One of the great things about being here at this PDC is the way that you get information straight from the source. For example, going to a presentation on the new C# features is cool – going to a presentation on those features that’s being given by the guy who designed the language is even better.
Anders Heijlsberg (the man so smart I can’t even spell his last name) did a really fantastic job and gave a very consumable presentation. Even though he cruised through fairly abstract academic topics like the difference between open and closed generic types, anonymous procedures, and outer local variable captures, I still felt that the presentation was “down to earth” and pretty grokable by people who might have accidentally left their PhD’s in their hotel rooms.
Once I get my Whidbey box set up, I’m going to be playing around quite a bit with this stuff. I’ll post code samples when I create them.
Exciting data point: the implementation of generics in Whidbey are REALLY fast. Anders did a demo comparing an ArrayList to a List<int>, with the generic implementation being almost twice as fast as the loosely-typed implementation. The performance gains come from the fact that since the JITed is operating directly on integer data types there’s no boxing/unboxing overhead. And since all retrieval operation on the generic type are typed in terms of int’s, the generic implementation eliminates the need to downcast as well as the associated performance cost thereof.
The generic implementation is really heavily optimized to reduce code footprint. Unlike generic implementations that do compile-time type expansion (like *cough* Java), there’s always only one instance of a given generic type present in the IL – in other words, the IL is itself generic. Actual instances of a closed generic type are created only as necessary – so if you declare List<int>, List<float>, List<Foo> and List<Bar> but only do a runtime instantiation of List<Bar>, the other 3 closed typed won’t incur any additional performance overhead. This is a substantial improvement over C++ templates, which did compile-time expansion. In the C++ world, the compiler would have actually instantiated those other types even though they were never actually used at runtime.
Once a particular closed generic type is actually instantiated at runtime, there are additional optimizations that the runtime takes to reduce the amount of overhead required to JIT-compile the code. When the closed generic type is parameterized in terms of value types, the JIT will generate new code for that type. If it didn’t do this, you’d incur the overhead of boxing and runtime performance would suffer. However, when a closed generic type is parameterized only in terms of reference types, the JIT will reuse the native instructions for all possible instantiations of that generic. That is, List<Foo>, List<Bar>, and List<Baz> will actually all use the same JITed code underneath the hood.
There are other cool things in store as well…briefly, the implementation of anonymous proc’s in Whidbey are full-on lambda forms with full support for capturing outer local variables. I can’t wait to start playing with these!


WHAT IS REQUIRED - Retype, without changes, every line from the line that contains "Locate an element" through the final line of the records. Exclude pictures.

Segment Start: EXERCISE MATERIALS

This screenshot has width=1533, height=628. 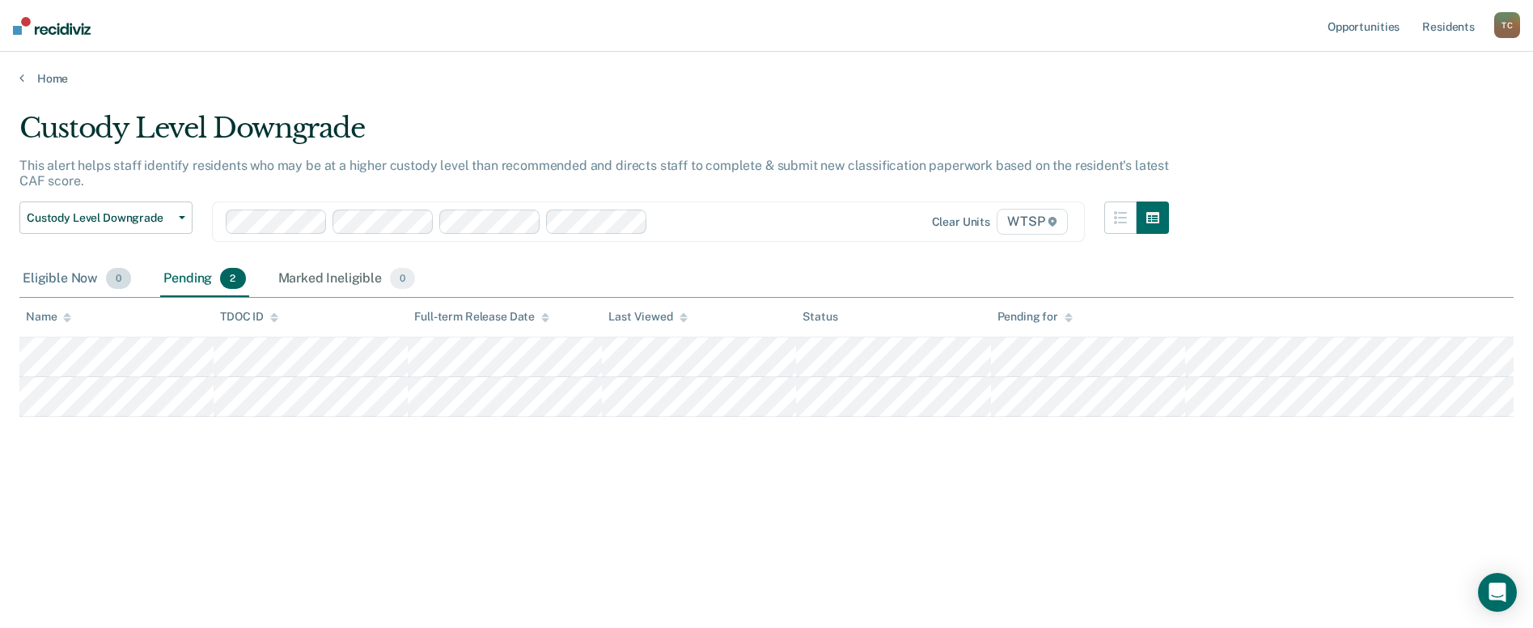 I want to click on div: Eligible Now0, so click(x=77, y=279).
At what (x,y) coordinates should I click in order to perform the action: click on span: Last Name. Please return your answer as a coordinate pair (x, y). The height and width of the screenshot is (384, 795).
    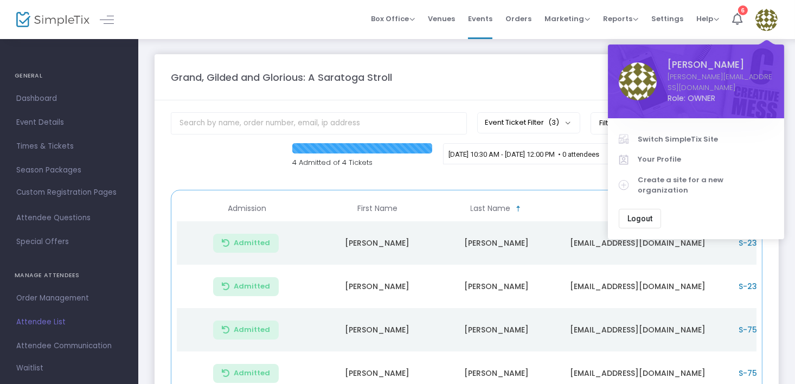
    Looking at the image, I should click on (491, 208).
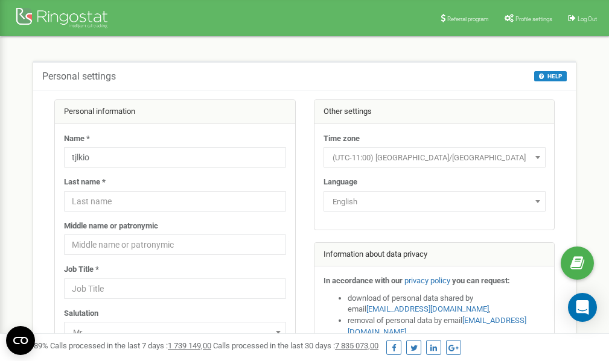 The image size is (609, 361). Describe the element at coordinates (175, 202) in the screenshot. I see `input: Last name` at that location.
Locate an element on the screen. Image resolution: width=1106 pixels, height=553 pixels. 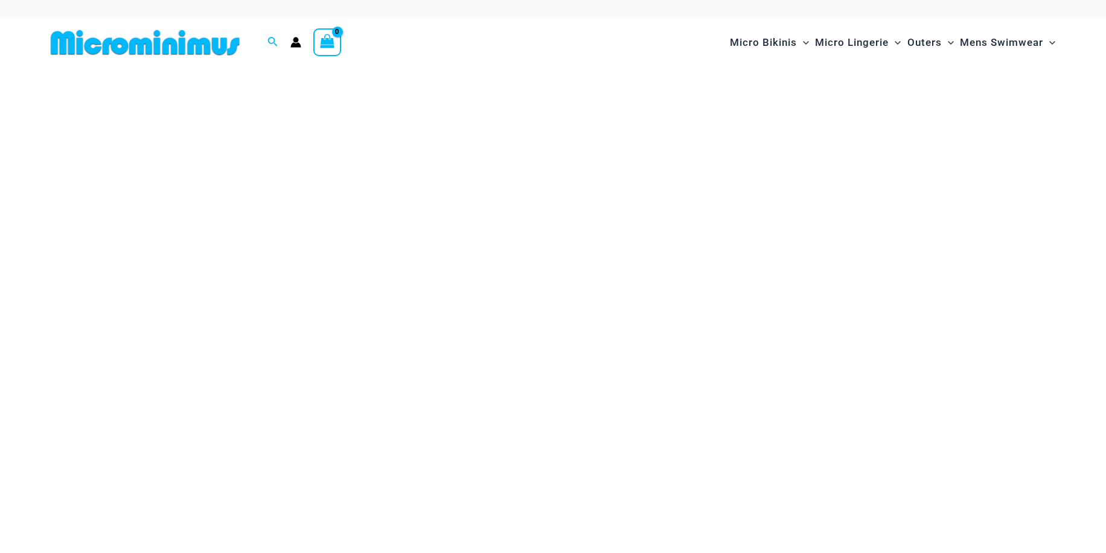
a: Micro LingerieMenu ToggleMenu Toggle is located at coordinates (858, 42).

Segment End: EXERCISE MATERIALS

EXERCISE RESULT -
Locate an element on the screen. Image resolution: width=1106 pixels, height=553 pixels. 
a: Micro LingerieMenu ToggleMenu Toggle is located at coordinates (858, 42).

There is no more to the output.